David farther heightened his sin by a striking contrast with the purity of God. He had said, Behold, I was shapen in iniquity. He now says, Behold, thou desirest truth in the inward parts; but my sin is all gross wickedness, dissimulation, and hypocrisy.
He therefore prays for purity: Purge me with hyssop, with the blood of the covenant, and the bitters of paternal correction. I loathe my foul leprosy, which shuts me out from thee, and thy people. He also entreated the Lord to show him mercy from his peculiar misery and distress. He laid prostrate as a criminal with broken bones; he was overwhelmed with grief and gloom, and entreated for joy and gladness. Hence by a fine sentiment he besought the Lord to hide his face from the singularly provoking circumstances of his crime, while as a father, more willing to cover than expose the follies of a penitent child, he blotted out the enormous debt of all his sins.
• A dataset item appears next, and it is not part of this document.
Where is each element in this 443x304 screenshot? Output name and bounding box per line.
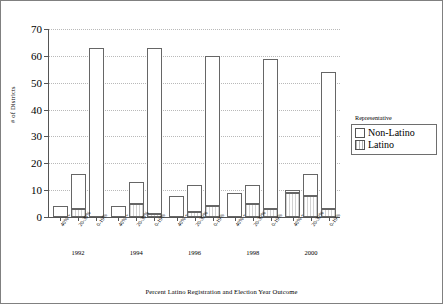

But a plenary pardon was only half his request. He solicited purity, and purity without a stain. Create in me a clean heart, oh God, and renew in me a right spirit, a constant, or a faithful mind. Thus pardon and purity, justification and sanctification, are to be asked at once, being everywhere joined in the grand promises of the new covenant. It is a small glory for a man to boast that his body and his character are free from gross sins, while his mind secretly feasts on impurity. We must pray that sin may not merely be cropped, but wholly eradicated, and the whole man, body, soul, and spirit preserved blameless unto the coming of our Lord Jesus Christ. The indwelling of the Holy Spirit, and the constant application of the Redeemer’s merits to keep us clean, are the surest preservatives from future sins.
As he valued purity above all price, so he deprecated being forsaken above all evils. Cast me not away from thy presence, and take not thy Holy Spirit from me. How much this state is to be dreaded, will appear from twenty passages in the sacred writings. Genesis 4:16. 2 Kings 24:20. Jeremiah 7:15; Jeremiah 52:3. John 15:2.
Long and painfully wearied with grief, he asked next the joy of God’s salvation, and the wonted influx of his free and noble spirit of adoption, that he might once more teach transgressors his way. This cannot be understood of temporal joy, as we too often understand the psalms; for David was now in no temporal trouble. It was a joy flowing purely from the light of God’s countenance, and the comforts of his grace.
But as though he had asked far too much, and prayed in language too assuming for so great a sinner, his abased mind returned again to his grief, and his tears flowed anew. Deliver me from blood-guiltiness, oh God. Thus he brings again to the Lord, who despised hecatombs of burnt-offerings, the pleasing sacrifices of a broken spirit and a contrite heart. And as though his sin had infected the whole land, and obstructed, as in Achan’s case, the course of Zion’s blessings, he besought the Lord to bless his people; and graciously to accept their daily burnt-offerings presented on his altar.
These are David’s sentiments after his sin; this is the washing and healing of his deep wounds; this is the way in which he rose to virtue after vice, and glory after crimes. He married the insulted woman, and repaired his fault to the utmost of his power. May the christian learn to keep free from crimes; and may the wicked who imitate him in sin, imitate him in repentance, and in all its genuine fruits. Forget not, oh base backslider, this most instructive portrait of a sinner’s return to God.